Zen Dayley: Alex Rios should provide such wallop

As you were helping Dad set up his new inflatable barbeque ...
  • Obvious joke in 3-2-1 ... the Blue Jays finally found a way to guarantee fans they will actually see solid contact.
    "The girls of the Pillow Fight League are going to be leading the seventh inning stretch at the Toronto Blue Jays’ game versus the Atlanta Braves on Friday June 27th at 7 p.m."
    -- Jananas (the blog of a bona fide PFLer)
    It would have been something else to have been on a fly on the wall when the Jays brass signed off on partnering up with Pillow Fight League. Baseball crowds are typically prety conservative, plus the Jays must be gun-shy since the Toronto media is often quick to criticize their various marketing campaigns.

    Pillow Fight League, by all accounts, is good, clean fun (it's debatable whether you can really extricate from the whole gender politics thing), but women hitting each other with pillows ... there's a lot of potential for misunderstanding. It's quite something that a P.R.-paranoid major-league sports team would welcome this, but hey, the Jays have to try something.
  • It just felt right to start with a little levity, since Jeff Blair is writing as if John Gibbons' firing is imminent: "It's minutes to midnight."

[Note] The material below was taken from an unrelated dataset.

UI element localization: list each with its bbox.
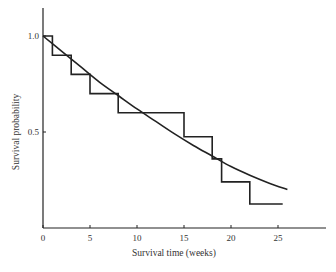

    One game below .500 after 71 games despite a better run differential than a first-place team who's playing .600 ball, being chronically unable to bring runners home with two outs, having the odds of making the playoffs go from from good to slim in barely more two weeks, well, someone has to pay the price.
  • Watch the footage of Yankees ace Chien-Ming Wang being assisted off the field after suffering a potential season-ending injury and explain why the National League still insists on having pitchers hit and run the bases. A great compromise would be to have a courtesy runner for pitchers if they actually get on base -- that way you can still laugh at their feeble hacks and .071 batting averages, but the injury risk would be minimized. It would also be an end to pitchers looking ridiculous standing out on second base on a 90-degree July day wearing a jacket.

    (Wang's out for six weeks, minimum. It's still stupid to have pitchers running the bases.)
  • As a public service, let's withhold the name of the Toronto columnist who wrote this: "Riddle me this, Batman: How come the San Francisco Giants are better without Barry Bonds than they were with him?"

    The Giants are 30-40. A year ago, with Bonds, they were, wait for it, 30-40. Their vast improvement of zero wins, mostly thanks to Tim Lincecum and his 1.99 ERA in 90 2/3 innings. At this time a year ago, he had a 5.25 ERA in 48 innings. In other words, their phenom right-hander has been phenomenating and their record is exactly the same. Like the man said, they're a better team without Bonds.

  • Roy Halladay is a modest guy.
  • Incidentally, Dave Trembley came out on top against John Russell in the all-important series matching the last two managers of the Ottawa Lynx. Trembley's Baltimore Orioles took 2-of-3 from Russell's Pittsburgh Pirates club. OK, the series won't be remembered quite the same way as either of the two World Series those teams played in the '70s.